How long did the shit in that syringe last, anyway? Was there a chance it could wear off before they remembered to re-up him? Noam scanned the room but couldn’t see cameras or any other tech.
I had it made specially, Sacha had said.
Noam got the feeling he wasn’t the one this room was built to contain.
That’s it, then. He was fucked. If this room was strong enough to keep Lehrer in, no way was Noam breaking out.
Single table, two folding chairs. One door, locked. Observation mirror. Suppressants. Faraday cage. No cameras. What else?
People. There were people out there, presumably watching right now. Could they hear him?
That tech could be fucking flawless, but Noam was a programmer. He knew all about human error.

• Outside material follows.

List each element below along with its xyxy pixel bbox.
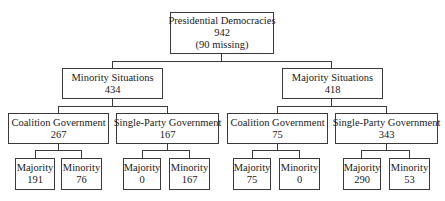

“Hello?” Noam said, turning to face the one-way mirror. His reflection peered back, wide eyed and pale. “Can you hear me?”
Nothing.
“Listen,” Noam said anyway, hugging his arms round his waist and trying to look harmless. Just a scared kid caught in something too big for him to understand. “I think there’s been a misunderstanding. Can we talk? Please?”

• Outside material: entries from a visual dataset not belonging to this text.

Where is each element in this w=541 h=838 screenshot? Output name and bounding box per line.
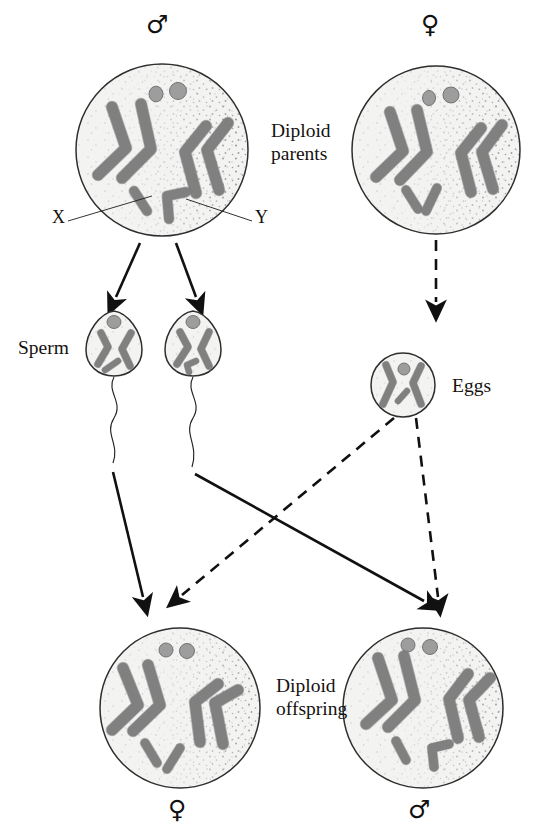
nucleolus bbox=[149, 86, 163, 102]
arrow-male-to-sperm-x bbox=[116, 243, 140, 297]
nucleolus bbox=[398, 363, 410, 375]
nucleolus bbox=[170, 83, 187, 100]
arrow-egg-to-offspring-female bbox=[182, 418, 394, 595]
sperm-tail bbox=[111, 377, 118, 463]
diploid-offspring-label: Diploid offspring bbox=[276, 674, 347, 720]
nucleolus bbox=[443, 87, 459, 103]
nucleolus bbox=[180, 644, 195, 659]
nucleolus bbox=[107, 316, 121, 329]
y-chromosome-label: Y bbox=[255, 207, 268, 228]
arrow-sperm-y-to-offspring-male bbox=[195, 474, 424, 601]
male-symbol-offspring: ♂ bbox=[408, 797, 430, 822]
arrow-egg-to-offspring-male bbox=[416, 418, 438, 597]
male-symbol-parent: ♂ bbox=[146, 12, 168, 37]
female-symbol-offspring: ♀ bbox=[168, 797, 186, 822]
x-chromosome-label: X bbox=[52, 207, 65, 228]
sperm-label: Sperm bbox=[18, 336, 69, 359]
nucleolus bbox=[159, 643, 173, 657]
nucleolus bbox=[423, 91, 436, 106]
sperm-tail bbox=[190, 377, 197, 467]
cell-parent-male[interactable] bbox=[68, 64, 252, 236]
female-symbol-parent: ♀ bbox=[421, 12, 439, 37]
cell-sperm-y[interactable] bbox=[165, 311, 221, 467]
arrow-sperm-x-to-offspring-female bbox=[113, 472, 143, 597]
cell-offspring-female[interactable] bbox=[100, 628, 260, 788]
nucleolus bbox=[423, 640, 438, 655]
diagram-canvas: .cellbody{fill:#f3f3f1;stroke:#2e2e2e;st… bbox=[0, 0, 541, 838]
diploid-parents-label: Diploid parents bbox=[271, 119, 331, 165]
cell-sperm-x[interactable] bbox=[86, 311, 142, 463]
cell-parent-female[interactable] bbox=[352, 66, 520, 234]
arrow-male-to-sperm-y bbox=[176, 243, 196, 297]
nucleolus bbox=[186, 316, 200, 329]
eggs-label: Eggs bbox=[452, 374, 491, 397]
cell-egg-x[interactable] bbox=[371, 353, 435, 417]
cell-offspring-male[interactable] bbox=[343, 628, 503, 788]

He moved closer to the mirror, imagining Sacha standing on the other side. Even though he was probably staring somewhere over Sacha’s shoulder or something, Noam met his own gaze in the reflection and held it.

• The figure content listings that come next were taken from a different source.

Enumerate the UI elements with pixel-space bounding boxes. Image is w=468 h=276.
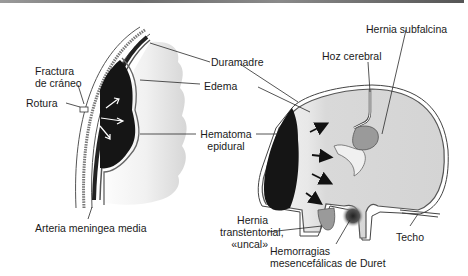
epidural-hematoma-coronal <box>264 108 299 211</box>
label-hemorragias-line1: Hemorragias <box>270 245 386 257</box>
label-hernia-transtentorial: Hernia transtentorial, «uncal» <box>220 214 268 250</box>
label-hematoma-line2: epidural <box>196 140 256 152</box>
label-hernia-trans-line2: transtentorial, <box>220 226 268 238</box>
duret-hemorrhage <box>342 205 364 227</box>
right-panel-coronal-brain <box>258 85 448 240</box>
label-hernia-trans-line3: «uncal» <box>220 238 268 250</box>
label-techo: Techo <box>396 231 424 243</box>
label-duramadre: Duramadre <box>211 56 264 68</box>
label-hematoma-line1: Hematoma <box>196 128 256 140</box>
skull-fracture-mark <box>80 107 88 112</box>
label-hernia-subfalcina: Hernia subfalcina <box>366 23 447 35</box>
label-fractura-line2: de cráneo <box>35 77 82 89</box>
label-fractura-de-craneo: Fractura de cráneo <box>35 65 82 89</box>
label-hematoma-epidural: Hematoma epidural <box>196 128 256 152</box>
label-hernia-trans-line1: Hernia <box>220 214 268 226</box>
label-edema: Edema <box>204 80 237 92</box>
label-rotura: Rotura <box>26 97 58 109</box>
label-fractura-line1: Fractura <box>35 65 82 77</box>
label-hemorragias-duret: Hemorragias mesencefálicas de Duret <box>270 245 386 269</box>
label-hemorragias-line2: mesencefálicas de Duret <box>270 257 386 269</box>
label-arteria-meningea-media: Arteria meningea media <box>35 222 146 234</box>
label-hoz-cerebral: Hoz cerebral <box>322 50 382 62</box>
left-panel-epidural-section <box>76 27 187 208</box>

“Please. I just . . . I’m sorry. I know I was out of bounds. It was stupid. I won’t do it again. But really, isn’t this”—he waved his hand at the room—“overkill?”
Silence answered.
“Can I at least get a lawyer?”
He ought to stop talking. He had no idea what Sacha’s people knew. He could be damning himself with every word.
He spun away from the mirror so they couldn’t see his face. He was so fucked. Sacha knew Noam was Lehrer’s protégé. Sacha had little to no chance of ever getting Lehrer in this position with good reason to detain him and strip away his rights, so Noam was the next best thing.
Noam dragged one of the folding chairs out from behind the table and dropped into the seat. Okay. Eventually, Sacha would send somebody in. They’d ask about Brennan. About Lehrer. They’d probably torture him.
Let them, Noam thought. He knew how to keep his mouth shut.
They’d probably try to turn him against Lehrer. They’d use Dara, their ally, in any way they could.
But if he was careful . . . he could survive this. Lehrer’s coup would succeed, and he’d get Noam out of here.
Noam just had to live that long.
The door slid open. Noam was up on his feet before he realized he was moving. He didn’t know what he’d expected—some masked man in black with a tray of knives, maybe—but it was Chancellor Sacha. He was alone.
“Before you think about bashing my skull in with that chair,” Sacha said, “recall there are eight highly trained killers standing right behind that mirror just waiting for an excuse to shoot you the way you shot Tom Brennan.”
Stick to the story.
“What?” Noam choked out, grabbing on to the edge of the table for balance. It wasn’t even hard to fake that horrified edge to his voice. Noam was horrified. “What the fu—what are you talking about? Brennan, is he—is he okay?”
Blank eyes staring at the ceiling. Blood on the wall.
Sacha’s gaze narrowed. “That’s right,” he said, stepping farther into the room. “I nearly forgot. You were close with him, yes? We know you spent a lot of time at that center of his, both before and after your feverwake.” A pause. “Did that make it easier or harder to kill him?”
Noam shook his head, violently enough that it sent a fresh dart of pain shooting through his skull. “No, no, I—what do you mean? He’s dead ?”
“Oh yes.” Sacha dragged out the other chair and sat down. He crossed his legs neatly at the knees and looked at Noam, overhead light glittering off his steel circlet. He gave Noam a humorless smile. “Very thoroughly dead. I’m sure Lehrer would be proud, were he here.” Sacha paused. “Or maybe not. You did get caught, after all.”
Noam stared, fighting to keep his heart from leaping into his throat. “I’m not . . . I didn’t do it. I didn’t. You have to believe me.” He lurched up out of his chair and turned away from Sacha to pace along the wall of the cell. “Fuck.”